GuruNet Joins Free-Search MarketGuruNet Joins Free-Search Market
GuruNet drops its subscription model, in an attempt to grab a piece of the growing Internet advertising market that's driving the success of Google.
GuruNet Corp. is offering its search engine for free, in an attempt to grab a piece of the growing Internet advertising market that’s driving the success of Google Inc.
New York-based GuruNet, however, insists that the Answers.com service launched this week isn’t competing with Google, which searches the web to deliver users with relevant search results.
GuruNet, on the other hand, draws its results from 150 different data sources, including encyclopedias, dictionaries, atlases and glossaries, which collectively cover about a million topics, Jay Bailey, spokesman for GuruNet said.
“Our focus is to provide instant answers without having to look through search-engine links,” Bailey said. “At the end of the day, what you’re looking for most of the time is a fact, and not an article that may mention the words (you’re looking for.)”
While GureNet’s approach to search is different than Google’s, the smaller company’s new business model isn’t. GuruNet, which went public late last year, has abandoned the subscription fee of $30 a year for its desktop software, opting instead to carry sponsored links.
Online advertising is booming. Revenues from Internet advertising reached a record $2.43 billion in the third quarter of last year, a 35.3 percent boost from the same period a year ago and the eighth consecutive quarterly increase, according to the Interactive Advertising Bureau.
Because consumers today can search the web for free, GuruNet’s old business model was no longer viable. The company’s subscription-based product, GuruNet for Windows, was a utility on the desktop that a user could use to look up a word in any text-based document.
“The software component was a nice add-on feature, but a lot people said it was reference information that could be found somewhere on the web for free,” Bailey said. “We ‘re evolving very much towards the way Google makes it money. It’s a model that works very, very well for them.”
GuruNet, however, has a long ways to go before matching Google’s multi-billion-dollar revenue stream. The smaller company reported a loss for 2003 of $2.8 million on revenues of $29,000.
With Answers.com, a user, for example, typing the name of jazz great Billie Holiday returns a summary of her life from Wikipedia, an audio link that gives the pronunciation of her name and four web links, including The Official Site of Billie Holiday.
GuruNet is also offering at no charge its desktop utility, which has been renamed One-Click-Answers. The utility also will carry text-based ad links.
GuruNet last year announced a deal with online retail giant Amazon.com, which has integrated the company’s service within Amazon’s A9 search engine.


== PROBLEM DETAILS ==
The entries below need to be transcribed verbatim.

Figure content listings

_ _ _ _ _ _ _

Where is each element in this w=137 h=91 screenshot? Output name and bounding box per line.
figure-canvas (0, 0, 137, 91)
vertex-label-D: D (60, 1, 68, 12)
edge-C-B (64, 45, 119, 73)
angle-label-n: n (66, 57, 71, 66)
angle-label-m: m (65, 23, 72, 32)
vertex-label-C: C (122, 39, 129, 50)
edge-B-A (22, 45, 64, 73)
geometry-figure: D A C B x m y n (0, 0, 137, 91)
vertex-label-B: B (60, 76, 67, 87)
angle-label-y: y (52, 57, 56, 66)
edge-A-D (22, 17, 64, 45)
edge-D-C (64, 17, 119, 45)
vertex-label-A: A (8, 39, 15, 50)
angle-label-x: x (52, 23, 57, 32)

_ _ _ _ _ _ _

== FINAL ANSWER ==
Where is each element in this w=137 h=91 screenshot? Output name and bounding box per line.
figure-canvas (0, 0, 137, 91)
vertex-label-D: D (60, 1, 68, 12)
edge-C-B (64, 45, 119, 73)
angle-label-n: n (66, 57, 71, 66)
angle-label-m: m (65, 23, 72, 32)
vertex-label-C: C (122, 39, 129, 50)
edge-B-A (22, 45, 64, 73)
geometry-figure: D A C B x m y n (0, 0, 137, 91)
vertex-label-B: B (60, 76, 67, 87)
angle-label-y: y (52, 57, 56, 66)
edge-A-D (22, 17, 64, 45)
edge-D-C (64, 17, 119, 45)
vertex-label-A: A (8, 39, 15, 50)
angle-label-x: x (52, 23, 57, 32)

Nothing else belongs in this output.